Wednesday, February 3, 2010

Assessing New Literacies

Burke and Hammett in their “Introduction: Rethinking Assessment from the Perspective of New Literacies” (p. 8) state: "We must develop new forms of assessment and in the process shift our whole conception of assessment and ensure it is based on conceptual understanding of new literacies and not print-centric understanding."  
I’ve kept coming back to these lines.  Pondering and wondering and hoping the text continues and expands advocating enfolding the best of print-centric literacy, Mindset 1, into the understanding of teaching and assessing with what they frame as Mindset 2 the “cyberspatial-postindustrial” perspective.   (Spell check, which must be Mindset 1 tool, doesn’t approve of 'literacies' let alone 'cyberspatial'!)

This is stuff to chew on for a while.  Literacy is so all encompassing and the lists of ‘elements’ from Eve Bearne  in "Assessing Multimodal Texts" overwhelmed as she listed: “computer internet, PowerPoint, paper-based texts, picture books, magazines, novels, information books, sound and visual media, radio, television, videos, DVD’s, stories, drama, presentations, screen and non screen, gesture, movement, image, moving, still, diagrammatic or representational, sound, spoken words, sound effects, music, writing, and print including elements of font, type, size and shape.”  Enough to make a person with the title ‘Literacy Coordinator’ feel a bit like Alice shrinking as she goes down the rabbit hole of 2.0.

Then I found Dr. Jason Ohler and “New Media and New Literacies,”  Perhaps it is his more laid back voice, underlying humor, or the clarity of bridging Mindset 1 and Mindset 2 but his writing helps me see the possibilities of merging the “youth communication” with standards based instruction and “college work ready” cultural expectations.
Highlights from the position paper “New Media and New Literacies".
Favorite word: “tEcosyst
The ecosystem created by humans consisting of digital technology, connectivity and the communication they facilitate.” ( Isn't that Fun?)
Favorite Ideas:
A lack of assessment strategy leads to an “A for Anything”.
New media literacy involves traditional literacy. Assessment includes: considerations of clear communication, media grammar, alignment of academic goals, and audience needs with media development.  Additionally it will blend four primary literacies: Digital, Art, Oral  and Writing.

Perhaps this is the blend of Mindset 1 and 2 I was struggling with?  Perhaps creating a Mindset 3?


### Work instruction
From the records below, copy each line that has the word "number" in it.

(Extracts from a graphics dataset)
□ □ □

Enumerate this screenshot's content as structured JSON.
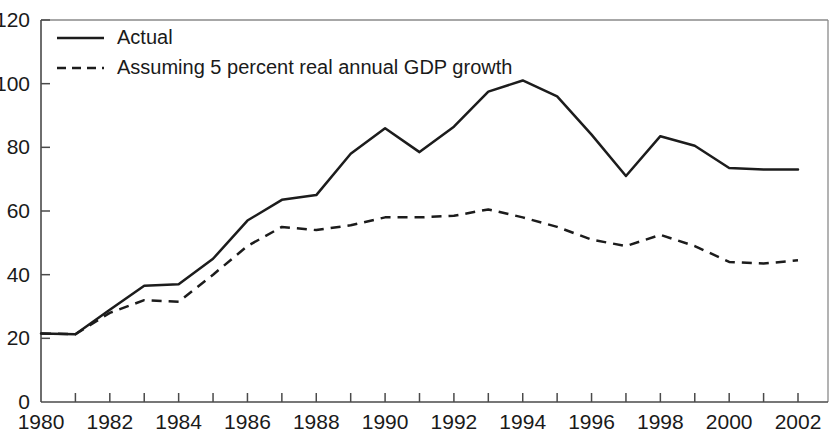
{
  "chart_data": {
    "type": "line",
    "title": "",
    "subtitle": "",
    "xlabel": "",
    "ylabel": "",
    "xlim": [
      1980,
      2002
    ],
    "ylim": [
      0,
      120
    ],
    "grid": false,
    "legend_position": "top-left",
    "y_ticks": [
      0,
      20,
      40,
      60,
      80,
      100,
      120
    ],
    "y_tick_labels": [
      "0",
      "20",
      "40",
      "60",
      "80",
      "100",
      "120"
    ],
    "x_ticks": [
      1980,
      1981,
      1982,
      1983,
      1984,
      1985,
      1986,
      1987,
      1988,
      1989,
      1990,
      1991,
      1992,
      1993,
      1994,
      1995,
      1996,
      1997,
      1998,
      1999,
      2000,
      2001,
      2002
    ],
    "x_tick_labels_shown": [
      "1980",
      "1982",
      "1984",
      "1986",
      "1988",
      "1990",
      "1992",
      "1994",
      "1996",
      "1998",
      "2000",
      "2002"
    ],
    "x": [
      1980,
      1981,
      1982,
      1983,
      1984,
      1985,
      1986,
      1987,
      1988,
      1989,
      1990,
      1991,
      1992,
      1993,
      1994,
      1995,
      1996,
      1997,
      1998,
      1999,
      2000,
      2001,
      2002
    ],
    "series": [
      {
        "name": "Actual",
        "style": "solid",
        "color": "#1c1c1c",
        "values": [
          21.5,
          21.3,
          29.0,
          36.5,
          37.0,
          45.0,
          57.0,
          63.5,
          65.0,
          78.0,
          86.0,
          78.5,
          86.5,
          97.5,
          101.0,
          96.0,
          84.0,
          71.0,
          83.5,
          80.5,
          73.5,
          73.0,
          73.0
        ]
      },
      {
        "name": "Assuming 5 percent real annual GDP growth",
        "style": "dashed",
        "color": "#1c1c1c",
        "values": [
          21.5,
          21.3,
          28.0,
          32.0,
          31.5,
          40.0,
          49.0,
          55.0,
          54.0,
          55.5,
          58.0,
          58.0,
          58.5,
          60.5,
          58.0,
          55.0,
          51.0,
          49.0,
          52.5,
          49.0,
          44.0,
          43.5,
          44.5
        ]
      }
    ],
    "legend": [
      {
        "label": "Actual",
        "style": "solid"
      },
      {
        "label": "Assuming 5 percent real annual GDP growth",
        "style": "dashed"
      }
    ]
  }
}
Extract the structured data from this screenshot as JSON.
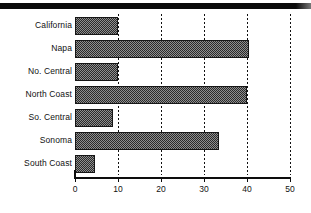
{
  "figure": {
    "top_rule_name": "page-header-rule",
    "caption": ""
  },
  "chart_data": {
    "type": "bar",
    "orientation": "horizontal",
    "title": "",
    "subtitle": "",
    "xlabel": "",
    "ylabel": "",
    "categories": [
      "California",
      "Napa",
      "No. Central",
      "North Coast",
      "So. Central",
      "Sonoma",
      "South Coast"
    ],
    "values": [
      10.0,
      40.5,
      10.0,
      40.0,
      8.8,
      33.5,
      4.7
    ],
    "series": [
      {
        "name": "",
        "values": [
          10.0,
          40.5,
          10.0,
          40.0,
          8.8,
          33.5,
          4.7
        ]
      }
    ],
    "xlim": [
      0,
      50
    ],
    "ylim": null,
    "xticks": [
      0,
      10,
      20,
      30,
      40,
      50
    ],
    "xtick_labels": [
      "0",
      "10",
      "20",
      "30",
      "40",
      "50"
    ],
    "ytick_labels": [
      "California",
      "Napa",
      "No. Central",
      "North Coast",
      "So. Central",
      "Sonoma",
      "South Coast"
    ],
    "grid": {
      "vertical": true,
      "horizontal": false,
      "style": "dotted"
    },
    "legend": {
      "visible": false,
      "position": "none",
      "entries": []
    },
    "colors": {
      "bar_fill": "#8e8e8e",
      "bar_pattern": "#2a2a2a",
      "bar_edge": "#161616",
      "axis": "#0d0d0d",
      "grid": "#111111",
      "text": "#111111",
      "background": "#ffffff",
      "header_rule": "#0b0b0b"
    }
  }
}
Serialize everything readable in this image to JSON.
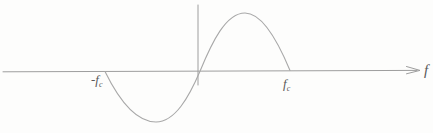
{
  "figure": {
    "type": "curve-sketch",
    "axis": {
      "label": "f"
    },
    "tick_labels": {
      "neg_fc": {
        "main": "-f",
        "sub": "c"
      },
      "pos_fc": {
        "main": "f",
        "sub": "c"
      }
    },
    "colors": {
      "line": "#a8a8a8",
      "axis": "#9e9e9e",
      "text": "#595959",
      "background": "#fdfdfc"
    },
    "key_points": {
      "left_zero_crossing": [
        105,
        71
      ],
      "minimum": [
        156,
        122
      ],
      "origin_crossing": [
        200,
        71
      ],
      "maximum": [
        245,
        13
      ],
      "right_zero_crossing": [
        290,
        71
      ],
      "vertical_axis_x": 198,
      "horizontal_axis_y": 71
    }
  }
}
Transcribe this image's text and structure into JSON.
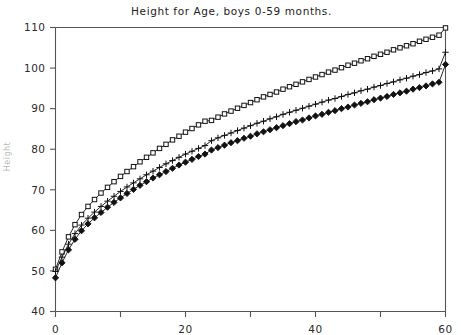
{
  "chart_title": "Height for Age, boys 0-59 months.",
  "y_axis_label": "Height",
  "axes": {
    "x_tick_labels": [
      "0",
      "20",
      "40",
      "60"
    ],
    "x_minor_ticks": [
      10,
      30,
      50
    ],
    "y_tick_labels": [
      "40",
      "50",
      "60",
      "70",
      "80",
      "90",
      "100",
      "110"
    ]
  },
  "colors": {
    "line": "#111111",
    "frame": "#555555",
    "text": "#232323"
  },
  "chart_data": {
    "type": "line",
    "title": "Height for Age, boys 0-59 months.",
    "xlabel": "",
    "ylabel": "Height",
    "xlim": [
      0,
      60
    ],
    "ylim": [
      40,
      110
    ],
    "grid": false,
    "legend": "none",
    "x": [
      0,
      1,
      2,
      3,
      4,
      5,
      6,
      7,
      8,
      9,
      10,
      11,
      12,
      13,
      14,
      15,
      16,
      17,
      18,
      19,
      20,
      21,
      22,
      23,
      24,
      25,
      26,
      27,
      28,
      29,
      30,
      31,
      32,
      33,
      34,
      35,
      36,
      37,
      38,
      39,
      40,
      41,
      42,
      43,
      44,
      45,
      46,
      47,
      48,
      49,
      50,
      51,
      52,
      53,
      54,
      55,
      56,
      57,
      58,
      59,
      60
    ],
    "series": [
      {
        "name": "upper",
        "marker": "square",
        "values": [
          50.4,
          54.7,
          58.4,
          61.4,
          63.9,
          65.9,
          67.6,
          69.2,
          70.6,
          72.0,
          73.3,
          74.5,
          75.7,
          76.9,
          78.0,
          79.1,
          80.2,
          81.2,
          82.3,
          83.2,
          84.2,
          85.1,
          86.0,
          86.9,
          87.1,
          87.9,
          88.7,
          89.4,
          90.1,
          90.8,
          91.5,
          92.2,
          92.9,
          93.5,
          94.1,
          94.8,
          95.4,
          96.0,
          96.6,
          97.2,
          97.8,
          98.4,
          99.0,
          99.5,
          100.1,
          100.7,
          101.2,
          101.8,
          102.3,
          102.9,
          103.4,
          103.9,
          104.5,
          105.0,
          105.5,
          106.0,
          106.6,
          107.1,
          107.6,
          108.1,
          109.9
        ]
      },
      {
        "name": "median",
        "marker": "plus",
        "values": [
          49.9,
          53.4,
          56.6,
          59.2,
          61.3,
          63.0,
          64.5,
          65.9,
          67.2,
          68.4,
          69.6,
          70.7,
          71.7,
          72.7,
          73.7,
          74.6,
          75.5,
          76.4,
          77.2,
          78.0,
          78.8,
          79.5,
          80.2,
          80.9,
          82.1,
          82.8,
          83.4,
          84.0,
          84.6,
          85.2,
          85.8,
          86.4,
          86.9,
          87.5,
          88.0,
          88.6,
          89.1,
          89.6,
          90.1,
          90.6,
          91.1,
          91.6,
          92.1,
          92.5,
          93.0,
          93.5,
          93.9,
          94.4,
          94.8,
          95.3,
          95.7,
          96.2,
          96.6,
          97.1,
          97.5,
          98.0,
          98.4,
          98.9,
          99.3,
          99.8,
          103.9
        ]
      },
      {
        "name": "lower",
        "marker": "diamond",
        "values": [
          48.3,
          52.0,
          55.2,
          57.8,
          59.9,
          61.6,
          63.1,
          64.4,
          65.7,
          66.9,
          68.0,
          69.1,
          70.1,
          71.1,
          72.0,
          72.9,
          73.7,
          74.5,
          75.3,
          76.1,
          76.8,
          77.5,
          78.2,
          78.8,
          79.8,
          80.4,
          81.0,
          81.6,
          82.1,
          82.7,
          83.2,
          83.8,
          84.3,
          84.8,
          85.3,
          85.8,
          86.3,
          86.8,
          87.2,
          87.7,
          88.2,
          88.6,
          89.1,
          89.5,
          90.0,
          90.4,
          90.9,
          91.3,
          91.7,
          92.2,
          92.6,
          93.0,
          93.5,
          93.9,
          94.3,
          94.8,
          95.2,
          95.6,
          96.1,
          96.5,
          100.9
        ]
      }
    ]
  }
}
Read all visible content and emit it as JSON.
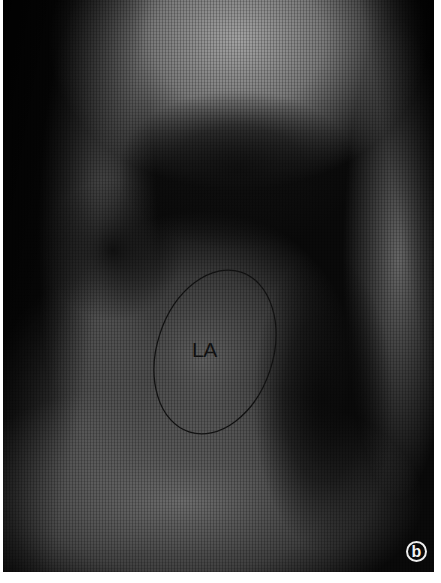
{
  "figure": {
    "type": "lateral chest radiograph",
    "annotation": {
      "shape": "ellipse",
      "label": "LA",
      "stroke_color": "#111111"
    },
    "panel_label": "b",
    "colors": {
      "background": "#0a0a0a",
      "page": "#ffffff",
      "badge": "#eeeeee"
    }
  }
}
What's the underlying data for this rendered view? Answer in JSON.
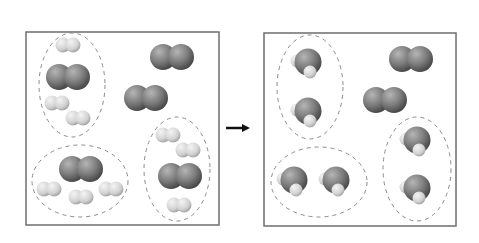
{
  "diagram": {
    "type": "chemical-reaction-particle-diagram",
    "colors": {
      "box_border": "#6e6e6e",
      "group_outline": "#8a8a8a",
      "oxygen_dark": "#5a5a5a",
      "oxygen_light": "#b5b5b5",
      "hydrogen_dark": "#b9b9b9",
      "hydrogen_light": "#f0f0f0",
      "arrow": "#111111"
    },
    "reactants_box": {
      "x": 26,
      "y": 32,
      "width": 193,
      "height": 193,
      "groups": [
        {
          "cx": 72,
          "cy": 85,
          "rx": 33,
          "ry": 52
        },
        {
          "cx": 80,
          "cy": 181,
          "rx": 48,
          "ry": 36
        },
        {
          "cx": 177,
          "cy": 169,
          "rx": 33,
          "ry": 52
        }
      ],
      "o2_molecules": [
        {
          "x": 68,
          "y": 77
        },
        {
          "x": 172,
          "y": 57
        },
        {
          "x": 146,
          "y": 98
        },
        {
          "x": 81,
          "y": 169
        },
        {
          "x": 180,
          "y": 176
        }
      ],
      "h2_molecules": [
        {
          "x": 68,
          "y": 45
        },
        {
          "x": 57,
          "y": 103
        },
        {
          "x": 78,
          "y": 118
        },
        {
          "x": 49,
          "y": 189
        },
        {
          "x": 81,
          "y": 197
        },
        {
          "x": 111,
          "y": 189
        },
        {
          "x": 168,
          "y": 135
        },
        {
          "x": 188,
          "y": 150
        },
        {
          "x": 179,
          "y": 205
        }
      ]
    },
    "products_box": {
      "x": 264,
      "y": 33,
      "width": 192,
      "height": 193,
      "groups": [
        {
          "cx": 310,
          "cy": 87,
          "rx": 33,
          "ry": 52
        },
        {
          "cx": 319,
          "cy": 182,
          "rx": 48,
          "ry": 35
        },
        {
          "cx": 417,
          "cy": 169,
          "rx": 34,
          "ry": 52
        }
      ],
      "o2_molecules": [
        {
          "x": 411,
          "y": 59
        },
        {
          "x": 385,
          "y": 100
        }
      ],
      "h2o_molecules": [
        {
          "x": 308,
          "y": 62
        },
        {
          "x": 308,
          "y": 111
        },
        {
          "x": 294,
          "y": 180
        },
        {
          "x": 336,
          "y": 180
        },
        {
          "x": 417,
          "y": 140
        },
        {
          "x": 417,
          "y": 188
        }
      ]
    },
    "arrow": {
      "x1": 226,
      "y1": 128,
      "x2": 252,
      "y2": 128
    },
    "legend_semantics": {
      "dark_large_pair": "O2 molecule",
      "light_small_pair": "H2 molecule",
      "dark_with_light": "H2O molecule"
    }
  }
}
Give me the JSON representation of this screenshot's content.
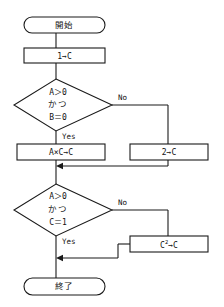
{
  "diagram": {
    "type": "flowchart",
    "language": "ja",
    "orientation": "top-to-bottom",
    "background_color": "#ffffff",
    "line_color": "#1a1a1a",
    "text_color": "#111111"
  },
  "nodes": {
    "start": {
      "id": "start",
      "shape": "terminator",
      "label": "開始"
    },
    "init_c": {
      "id": "init_c",
      "shape": "process",
      "label": "1→C"
    },
    "decision_1": {
      "id": "decision_1",
      "shape": "decision",
      "line1": "A＞0",
      "line2": "かつ",
      "line3": "B＝0"
    },
    "mul_ac": {
      "id": "mul_ac",
      "shape": "process",
      "label": "A×C→C"
    },
    "set_two": {
      "id": "set_two",
      "shape": "process",
      "label": "2→C"
    },
    "decision_2": {
      "id": "decision_2",
      "shape": "decision",
      "line1": "A＞0",
      "line2": "かつ",
      "line3": "C＝1"
    },
    "square_c": {
      "id": "square_c",
      "shape": "process",
      "base": "C",
      "exponent": "2",
      "tail": "→C"
    },
    "end": {
      "id": "end",
      "shape": "terminator",
      "label": "終了"
    }
  },
  "branch_labels": {
    "decision_1_no": "No",
    "decision_1_yes": "Yes",
    "decision_2_no": "No",
    "decision_2_yes": "Yes"
  },
  "edges": [
    {
      "from": "start",
      "to": "init_c",
      "label": ""
    },
    {
      "from": "init_c",
      "to": "decision_1",
      "label": ""
    },
    {
      "from": "decision_1",
      "to": "mul_ac",
      "label": "Yes"
    },
    {
      "from": "decision_1",
      "to": "set_two",
      "label": "No"
    },
    {
      "from": "mul_ac",
      "to": "decision_2",
      "label": ""
    },
    {
      "from": "set_two",
      "to": "decision_2",
      "label": ""
    },
    {
      "from": "decision_2",
      "to": "end",
      "label": "Yes"
    },
    {
      "from": "decision_2",
      "to": "square_c",
      "label": "No"
    },
    {
      "from": "square_c",
      "to": "end",
      "label": ""
    }
  ]
}
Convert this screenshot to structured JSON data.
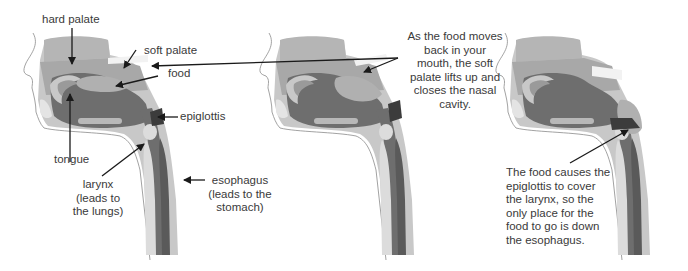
{
  "diagram": {
    "panels": [
      {
        "id": "panel-1",
        "stage": "food in mouth"
      },
      {
        "id": "panel-2",
        "stage": "soft palate lifts"
      },
      {
        "id": "panel-3",
        "stage": "epiglottis covers larynx"
      }
    ],
    "labels": {
      "hard_palate": "hard palate",
      "soft_palate": "soft palate",
      "food": "food",
      "epiglottis": "epiglottis",
      "tongue": "tongue",
      "larynx": [
        "larynx",
        "(leads to",
        "the lungs)"
      ],
      "esophagus": [
        "esophagus",
        "(leads to the",
        "stomach)"
      ]
    },
    "callouts": {
      "soft_palate_note": [
        "As the food moves",
        "back in your",
        "mouth, the soft",
        "palate lifts up and",
        "closes the nasal",
        "cavity."
      ],
      "epiglottis_note": [
        "The food causes the",
        "epiglottis to cover",
        "the larynx, so the",
        "only place for the",
        "food to go is down",
        "the esophagus."
      ]
    },
    "colors": {
      "background": "#ffffff",
      "light_tissue": "#c8c8c8",
      "mid_tissue": "#a9a9a9",
      "dark_cavity": "#6e6e6e",
      "darkest": "#3c3c3c",
      "highlight": "#dcdcdc",
      "text": "#3a3a3a",
      "arrow": "#1a1a1a"
    }
  }
}
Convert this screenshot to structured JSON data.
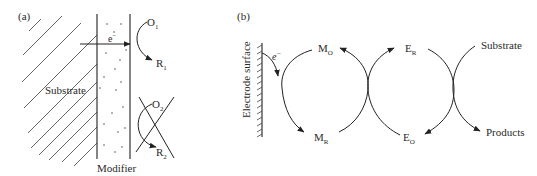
{
  "panel_a": {
    "label": "(a)",
    "substrate_label": "Substrate",
    "modifier_label": "Modifier",
    "electron": "e",
    "electron_sup": "−",
    "o1": "O",
    "o1_sub": "1",
    "r1": "R",
    "r1_sub": "1",
    "o2": "O",
    "o2_sub": "2",
    "r2": "R",
    "r2_sub": "2"
  },
  "panel_b": {
    "label": "(b)",
    "electrode_label": "Electrode surface",
    "electron": "e",
    "electron_sup": "−",
    "mo": "M",
    "mo_sub": "O",
    "mr": "M",
    "mr_sub": "R",
    "er": "E",
    "er_sub": "R",
    "eo": "E",
    "eo_sub": "O",
    "substrate": "Substrate",
    "products": "Products"
  },
  "colors": {
    "line": "#333333",
    "background": "#ffffff"
  }
}
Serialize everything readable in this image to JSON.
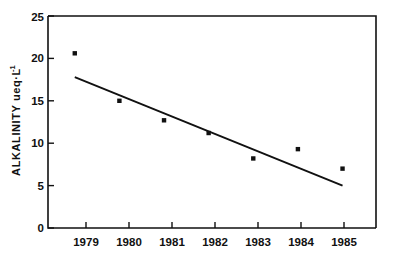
{
  "chart_data": {
    "type": "scatter",
    "title": "",
    "xlabel": "",
    "ylabel": "ALKALINITY ueq·L",
    "ylabel_superscript": "-1",
    "categories": [
      "1979",
      "1980",
      "1981",
      "1982",
      "1983",
      "1984",
      "1985"
    ],
    "x": [
      1979,
      1980,
      1981,
      1982,
      1983,
      1984,
      1985
    ],
    "values": [
      20.6,
      15.0,
      12.7,
      11.2,
      8.2,
      9.3,
      7.0
    ],
    "series": [
      {
        "name": "Alkalinity",
        "values": [
          20.6,
          15.0,
          12.7,
          11.2,
          8.2,
          9.3,
          7.0
        ]
      },
      {
        "name": "Linear trend",
        "type": "line",
        "x": [
          1979,
          1985
        ],
        "values": [
          17.8,
          5.0
        ]
      }
    ],
    "xlim": [
      1978.4,
      1985.75
    ],
    "ylim": [
      0,
      25
    ],
    "yticks": [
      0,
      5,
      10,
      15,
      20,
      25
    ],
    "ytick_labels": [
      "0",
      "5",
      "10",
      "15",
      "20",
      "25"
    ],
    "xtick_labels": [
      "1979",
      "1980",
      "1981",
      "1982",
      "1983",
      "1984",
      "1985"
    ],
    "grid": false,
    "legend": "none",
    "marker": "square",
    "colors": {
      "axis": "#111111",
      "marker": "#111111",
      "trend": "#111111",
      "background": "#ffffff"
    }
  }
}
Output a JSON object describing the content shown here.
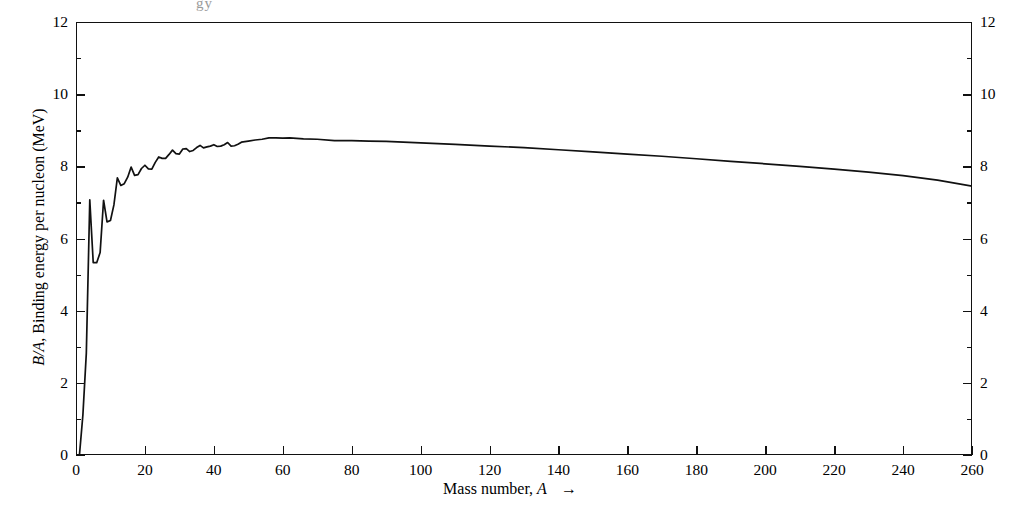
{
  "figure": {
    "name": "binding-energy-per-nucleon-curve",
    "top_artifact": "gy"
  },
  "axes": {
    "x": {
      "label_text": "Mass number, ",
      "label_italic": "A",
      "label_arrow": "→",
      "min": 0,
      "max": 260,
      "major_step": 20,
      "ticks": [
        0,
        20,
        40,
        60,
        80,
        100,
        120,
        140,
        160,
        180,
        200,
        220,
        240,
        260
      ]
    },
    "y": {
      "label_italic": "B/A",
      "label_text": ", Binding energy per nucleon (MeV)",
      "min": 0,
      "max": 12,
      "major_step": 2,
      "minor_step": 1,
      "ticks": [
        0,
        2,
        4,
        6,
        8,
        10,
        12
      ],
      "minor_ticks": [
        1,
        3,
        5,
        7,
        9,
        11
      ],
      "mirrored_right": true
    }
  },
  "chart_data": {
    "type": "line",
    "title": "",
    "xlabel": "Mass number, A",
    "ylabel": "B/A, Binding energy per nucleon (MeV)",
    "xlim": [
      0,
      260
    ],
    "ylim": [
      0,
      12
    ],
    "grid": false,
    "legend": "none",
    "line_color": "#111111",
    "x": [
      1,
      2,
      3,
      4,
      5,
      6,
      7,
      8,
      9,
      10,
      11,
      12,
      13,
      14,
      15,
      16,
      17,
      18,
      19,
      20,
      21,
      22,
      23,
      24,
      25,
      26,
      27,
      28,
      29,
      30,
      31,
      32,
      33,
      34,
      35,
      36,
      37,
      38,
      39,
      40,
      41,
      42,
      43,
      44,
      45,
      46,
      47,
      48,
      50,
      52,
      54,
      56,
      58,
      60,
      62,
      66,
      70,
      75,
      80,
      85,
      90,
      100,
      110,
      120,
      130,
      140,
      150,
      160,
      170,
      180,
      190,
      200,
      210,
      220,
      230,
      240,
      250,
      260
    ],
    "y": [
      0.0,
      1.11,
      2.83,
      7.07,
      5.33,
      5.33,
      5.61,
      7.06,
      6.46,
      6.5,
      6.93,
      7.68,
      7.47,
      7.52,
      7.7,
      7.98,
      7.75,
      7.77,
      7.94,
      8.03,
      7.93,
      7.92,
      8.11,
      8.26,
      8.22,
      8.22,
      8.33,
      8.45,
      8.35,
      8.34,
      8.48,
      8.49,
      8.41,
      8.44,
      8.52,
      8.58,
      8.51,
      8.54,
      8.56,
      8.6,
      8.55,
      8.56,
      8.6,
      8.66,
      8.56,
      8.57,
      8.61,
      8.67,
      8.7,
      8.73,
      8.75,
      8.79,
      8.79,
      8.78,
      8.79,
      8.76,
      8.75,
      8.71,
      8.71,
      8.7,
      8.69,
      8.65,
      8.61,
      8.56,
      8.52,
      8.46,
      8.4,
      8.34,
      8.28,
      8.21,
      8.14,
      8.07,
      8.0,
      7.92,
      7.84,
      7.74,
      7.62,
      7.45
    ],
    "annotations": [
      {
        "label": "He-4 peak",
        "x": 4,
        "y": 7.07
      },
      {
        "label": "Li-6 minimum",
        "x": 6,
        "y": 5.33
      },
      {
        "label": "Fe/Ni plateau maximum",
        "x": 56,
        "y": 8.79
      }
    ]
  }
}
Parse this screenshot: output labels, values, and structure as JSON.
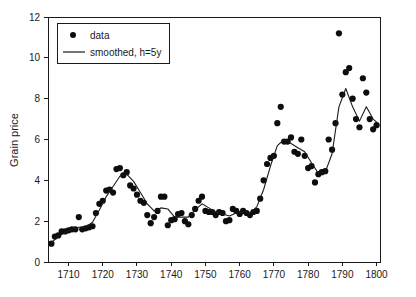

□ □ □

### Output for this task
      "label_text": "Mass number, ",
    "xlabel": "Mass number, A",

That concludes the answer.